St. Augustine Alligator Farm

While visiting family in Florida, we took Jones to visit the St. Augustine Alligator Farm.

He was so excited.

He ran from enclosure to enclosure, his universe animating with such velocity and intensity that he simply could not contain himself. Pointing his finger with eyes that could not be more open, he would identify and offer commentary on every marvel he saw.

“Look! An Alligator!!”

He looked back at us utterly astonished, his mind expanding in ways we couldn’t even imagine. “Come mommy, come daddy,” he encouraged, his feet flapping on the ground as he ran ahead to the next wonder.

There were perhaps a hundred alligators, maybe more, and each one was an impossible occurrence as they materialized before Jones. And when we came upon the albino ones, each one so immaculately white as to look make believe, he almost exploded.

“WOW!! GHOST ALLIGATORS!!!

While Jones was marvelling over them I turned to the Komodo Dragon across the way. It looked as if it was made of chainmail. It noticed me looking at it, and while remaining immobile, it trained a lizard eye on me and stared right back.

We looked at one another for a spell, and I thought of the current running through it, of that electricity that at any moment could spark into unimaginable ferocity, as swift and inevitable as a natural disaster.

And then there were the giant pythons. Dead-eyed, coiled and intestinal, they lay still in the heat, as if creatures that had given up their external form in order to live their pure essence. Jones gasped before them, “SCARY!!” he shouted in a voice that wasn’t scared at all. To him it’s still just a word, something that describes a kind of exhilaration. What does he know of mortal fear? He’s never lost faith or confidence, waited for a doctor’s report, or seen something he loves diminish before his eyes and then vanish.

No, he remains a vessel of light, and as if to accent this there was unanticipated birdsong all around and above us. It turns out that in this park the alligators serve as a kind of protectorate, sheltering all the birds arriving there for mating season from predators. And so amidst these ancient reptiles there were all manner of birds, thin as twigs and bright as targets, living easily amongst them.

I had imagined that the park would be full of children like Jones running about, but mostly it was full of seniors, all armed with cameras with giant lenses, all hoping to capture that moment of first life when the fledglings peck through their eggshells and into this world of light and shadow.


Required action » Your reply should hold the line containing "Please detect man in the image." and every later line of the records, reproduced exactly, and no other lines.

[[ Supplied data open ]]

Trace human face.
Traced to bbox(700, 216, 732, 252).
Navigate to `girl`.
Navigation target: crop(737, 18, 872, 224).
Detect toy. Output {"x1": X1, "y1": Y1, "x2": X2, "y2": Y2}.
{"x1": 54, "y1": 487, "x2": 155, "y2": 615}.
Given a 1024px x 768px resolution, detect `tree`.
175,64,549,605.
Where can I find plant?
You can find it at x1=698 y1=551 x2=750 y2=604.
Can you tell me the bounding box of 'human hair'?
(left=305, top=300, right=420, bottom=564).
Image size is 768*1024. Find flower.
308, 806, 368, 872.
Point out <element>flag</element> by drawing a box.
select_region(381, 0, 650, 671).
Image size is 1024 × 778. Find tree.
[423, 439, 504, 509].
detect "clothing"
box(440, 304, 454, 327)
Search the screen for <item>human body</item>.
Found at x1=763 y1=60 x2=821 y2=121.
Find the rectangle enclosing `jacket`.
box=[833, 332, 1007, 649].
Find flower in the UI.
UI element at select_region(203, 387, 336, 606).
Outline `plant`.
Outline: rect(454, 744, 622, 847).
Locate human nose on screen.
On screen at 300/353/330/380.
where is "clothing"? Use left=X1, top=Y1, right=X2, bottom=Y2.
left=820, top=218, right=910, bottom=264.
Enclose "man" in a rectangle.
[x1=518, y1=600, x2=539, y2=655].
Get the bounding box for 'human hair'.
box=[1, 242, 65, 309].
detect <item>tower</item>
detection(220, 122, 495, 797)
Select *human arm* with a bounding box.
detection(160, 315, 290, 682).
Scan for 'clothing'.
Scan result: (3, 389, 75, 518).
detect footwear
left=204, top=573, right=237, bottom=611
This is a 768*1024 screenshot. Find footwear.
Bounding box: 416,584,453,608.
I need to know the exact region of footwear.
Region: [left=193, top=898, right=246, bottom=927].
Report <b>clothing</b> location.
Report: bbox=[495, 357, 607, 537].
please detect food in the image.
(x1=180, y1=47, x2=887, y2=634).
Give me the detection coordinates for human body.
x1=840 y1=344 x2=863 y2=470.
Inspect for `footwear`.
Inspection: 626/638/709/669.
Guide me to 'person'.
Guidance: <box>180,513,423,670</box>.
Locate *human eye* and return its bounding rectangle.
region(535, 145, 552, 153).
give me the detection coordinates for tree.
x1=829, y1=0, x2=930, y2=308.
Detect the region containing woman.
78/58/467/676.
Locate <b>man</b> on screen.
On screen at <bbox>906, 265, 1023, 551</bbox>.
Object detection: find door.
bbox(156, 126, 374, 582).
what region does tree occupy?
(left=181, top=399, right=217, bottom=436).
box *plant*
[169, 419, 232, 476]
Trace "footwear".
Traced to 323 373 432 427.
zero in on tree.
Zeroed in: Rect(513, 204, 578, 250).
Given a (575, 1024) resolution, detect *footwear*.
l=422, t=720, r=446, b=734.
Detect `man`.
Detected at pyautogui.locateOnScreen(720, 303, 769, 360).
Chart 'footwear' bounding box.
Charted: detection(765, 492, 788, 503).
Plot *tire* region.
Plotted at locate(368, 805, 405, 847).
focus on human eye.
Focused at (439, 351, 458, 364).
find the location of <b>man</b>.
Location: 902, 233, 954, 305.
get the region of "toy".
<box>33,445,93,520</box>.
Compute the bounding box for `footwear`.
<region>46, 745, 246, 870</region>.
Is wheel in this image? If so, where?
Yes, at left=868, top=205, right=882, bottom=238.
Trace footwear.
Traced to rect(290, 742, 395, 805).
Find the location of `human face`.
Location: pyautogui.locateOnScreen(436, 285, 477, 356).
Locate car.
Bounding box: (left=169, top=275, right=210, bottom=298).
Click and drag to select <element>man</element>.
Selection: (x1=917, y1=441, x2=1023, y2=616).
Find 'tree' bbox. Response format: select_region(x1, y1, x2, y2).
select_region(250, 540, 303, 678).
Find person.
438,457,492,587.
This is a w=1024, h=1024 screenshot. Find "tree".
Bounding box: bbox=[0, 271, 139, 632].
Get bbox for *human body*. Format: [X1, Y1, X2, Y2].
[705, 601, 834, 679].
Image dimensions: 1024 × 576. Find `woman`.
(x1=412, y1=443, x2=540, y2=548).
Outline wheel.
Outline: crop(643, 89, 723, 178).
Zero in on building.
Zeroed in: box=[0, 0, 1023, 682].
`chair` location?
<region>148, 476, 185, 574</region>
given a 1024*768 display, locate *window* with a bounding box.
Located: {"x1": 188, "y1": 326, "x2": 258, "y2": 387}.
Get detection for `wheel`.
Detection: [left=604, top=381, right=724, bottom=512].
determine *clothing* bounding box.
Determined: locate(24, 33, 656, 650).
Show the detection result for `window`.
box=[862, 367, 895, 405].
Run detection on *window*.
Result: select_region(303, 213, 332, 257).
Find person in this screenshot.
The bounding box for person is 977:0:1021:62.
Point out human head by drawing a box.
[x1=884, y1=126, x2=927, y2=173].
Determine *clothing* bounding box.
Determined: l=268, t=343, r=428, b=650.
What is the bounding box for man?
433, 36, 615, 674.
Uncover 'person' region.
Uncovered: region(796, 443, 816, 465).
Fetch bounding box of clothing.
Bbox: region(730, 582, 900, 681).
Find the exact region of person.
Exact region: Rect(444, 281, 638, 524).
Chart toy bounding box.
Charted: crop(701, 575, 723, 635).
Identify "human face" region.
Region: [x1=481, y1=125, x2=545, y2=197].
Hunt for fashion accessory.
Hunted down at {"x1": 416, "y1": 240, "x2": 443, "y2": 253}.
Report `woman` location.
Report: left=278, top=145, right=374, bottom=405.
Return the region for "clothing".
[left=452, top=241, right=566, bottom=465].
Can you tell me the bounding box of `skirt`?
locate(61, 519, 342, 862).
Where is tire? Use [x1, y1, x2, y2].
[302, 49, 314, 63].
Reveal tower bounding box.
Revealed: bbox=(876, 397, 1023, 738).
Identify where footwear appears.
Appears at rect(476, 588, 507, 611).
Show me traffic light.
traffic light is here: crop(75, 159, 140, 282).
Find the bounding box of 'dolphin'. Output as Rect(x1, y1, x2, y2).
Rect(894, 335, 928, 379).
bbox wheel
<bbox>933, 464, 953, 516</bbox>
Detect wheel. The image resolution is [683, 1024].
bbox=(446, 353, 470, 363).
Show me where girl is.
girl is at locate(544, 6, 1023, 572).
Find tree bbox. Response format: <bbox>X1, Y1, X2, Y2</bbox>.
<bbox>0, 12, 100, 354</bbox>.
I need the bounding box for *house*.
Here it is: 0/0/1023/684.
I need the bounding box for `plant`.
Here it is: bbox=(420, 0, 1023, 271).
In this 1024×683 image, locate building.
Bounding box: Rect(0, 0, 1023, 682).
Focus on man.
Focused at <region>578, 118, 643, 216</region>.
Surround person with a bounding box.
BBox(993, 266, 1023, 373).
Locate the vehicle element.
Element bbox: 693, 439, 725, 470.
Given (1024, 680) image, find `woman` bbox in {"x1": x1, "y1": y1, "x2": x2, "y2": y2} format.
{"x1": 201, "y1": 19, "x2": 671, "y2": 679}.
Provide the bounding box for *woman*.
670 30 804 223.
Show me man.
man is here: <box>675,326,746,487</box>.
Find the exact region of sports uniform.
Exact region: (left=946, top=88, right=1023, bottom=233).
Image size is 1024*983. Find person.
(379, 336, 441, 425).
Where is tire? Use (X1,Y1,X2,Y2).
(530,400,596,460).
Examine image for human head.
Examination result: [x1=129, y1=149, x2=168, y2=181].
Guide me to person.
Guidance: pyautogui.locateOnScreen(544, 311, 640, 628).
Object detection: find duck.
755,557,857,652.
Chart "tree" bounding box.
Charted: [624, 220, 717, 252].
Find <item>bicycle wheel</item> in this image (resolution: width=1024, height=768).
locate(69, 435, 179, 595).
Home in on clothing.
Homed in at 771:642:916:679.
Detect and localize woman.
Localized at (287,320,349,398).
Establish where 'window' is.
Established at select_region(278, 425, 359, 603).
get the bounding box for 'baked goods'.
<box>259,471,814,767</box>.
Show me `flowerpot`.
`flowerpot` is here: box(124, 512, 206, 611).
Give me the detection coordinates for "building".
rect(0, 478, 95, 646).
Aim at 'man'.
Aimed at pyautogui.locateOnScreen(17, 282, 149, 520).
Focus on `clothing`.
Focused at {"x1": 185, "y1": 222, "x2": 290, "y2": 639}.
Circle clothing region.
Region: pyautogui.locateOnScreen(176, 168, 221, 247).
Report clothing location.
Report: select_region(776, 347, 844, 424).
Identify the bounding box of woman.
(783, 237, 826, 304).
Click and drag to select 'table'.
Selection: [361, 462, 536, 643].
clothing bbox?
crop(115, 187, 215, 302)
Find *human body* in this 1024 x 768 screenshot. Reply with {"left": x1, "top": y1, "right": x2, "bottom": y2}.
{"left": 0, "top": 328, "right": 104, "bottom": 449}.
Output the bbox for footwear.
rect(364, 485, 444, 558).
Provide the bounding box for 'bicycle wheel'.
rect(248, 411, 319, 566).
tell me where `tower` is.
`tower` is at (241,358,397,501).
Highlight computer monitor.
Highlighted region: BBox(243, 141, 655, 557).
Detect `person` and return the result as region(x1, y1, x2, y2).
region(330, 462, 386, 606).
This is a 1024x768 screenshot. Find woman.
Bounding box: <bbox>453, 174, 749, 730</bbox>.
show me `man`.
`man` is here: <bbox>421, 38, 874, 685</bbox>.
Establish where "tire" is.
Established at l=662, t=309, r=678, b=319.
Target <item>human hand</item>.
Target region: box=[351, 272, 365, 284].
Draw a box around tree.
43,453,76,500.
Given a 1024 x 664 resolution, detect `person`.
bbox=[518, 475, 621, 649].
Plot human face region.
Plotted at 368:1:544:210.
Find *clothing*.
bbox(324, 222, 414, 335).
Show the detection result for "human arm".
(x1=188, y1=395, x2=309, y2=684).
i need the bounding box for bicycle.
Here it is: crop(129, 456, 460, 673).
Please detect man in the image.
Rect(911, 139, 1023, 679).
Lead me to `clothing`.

[[ Supplied data closed ]]

Solution for this problem »
Please detect man in the image.
Rect(911, 139, 1023, 679).
Lead me to `clothing`.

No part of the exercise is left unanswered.